GHDI logo

Friedrich Bülau's Call for a Market-Oriented Solution to the Problem of Poverty in Germany (1834)

page 4 of 8    print version    return to list previous document      next document


But the distress that [ . . . ] shows itself now? The poverty that is so widespread? What, one asks, can all of your theorems prove versus appearances, versus experience? The state of emergency [characteristic] of our time is therefore supposed to arise from a discrepancy between population and production. Overpopulation is supposed to be imminent or already here. If this were the case, it would have to show up first in rising food prices.
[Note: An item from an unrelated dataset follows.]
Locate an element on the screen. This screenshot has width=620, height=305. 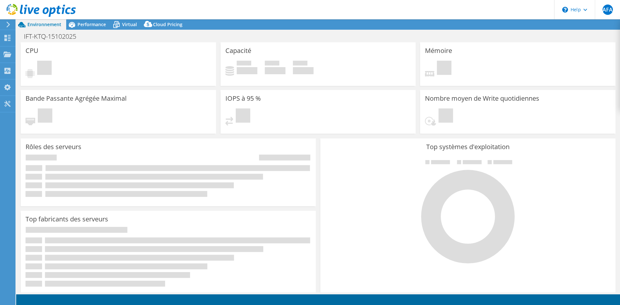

But, on the contrary, these are continuously sinking, and anxious farmers are already saying: improved agricultural systems are producing too much, and the population is not capable of consuming the fruits annually harvested. Hence, there is an abundance of food, and yet there are supposed to be too many people. Herein lies an outright contradiction. Yes, comes the reply, man needs more than bread, and the poor man is often unable to eke out the most basic necessities even with all this abundance and all the inexpensive prices. Thus we arrive at two completely different causes for the state of emergency: the greater artificial needs of the world of today and the smaller earnings of a portion of the population.

Even with all the reasons offered for today's misery, one cause that puts the phenomenon in an entirely different light has been emphasized only a little: namely, that not only has the population increased, but that recently a major portion of it has, in a sense, fully ascended to a position of natural consumption. [ . . . ]

Compare the position of a farmer or a burgher or a craftsman in our time with the situation of those who did their work among our ancestors, and one will soon recognize that, back then, a smaller number of people could live comfortably because the greater number was pressed down below the level of basic comforts whose satisfaction man, as man, is entitled to demand. Compare then and now, and one will stop complaining about a newly created poverty among these classes and [stop] attributing their cause to an oversized multitude; rather, one will be astonished by the dimensions of, and the infinite increase in, needs that production is able to satisfy. But even here I notice, as a premonition of things to come, that the possibility of endowing the majority of the people with their natural rights was itself determined by their endowment with these natural rights; that even here there was an interaction, that even here the most just procedure was the most useful, that freedom was the salvation. Slave labor remains slave labor; under certain circumstances, it can yield a greater net return for its lord and master, but it delivers a smaller gross volume to society. Free labor feeds a larger population. Property arouses a zeal for improvement. The certainty of bequeathing the fruits of one's labor to one's descendents leads to thrift, and the kind of glittering wealth that among a slave people is concentrated in the hands of a rich few is nothing compared with the bulk of capital that forms and is broadly distributed when there is a free, diligent, and industrious people.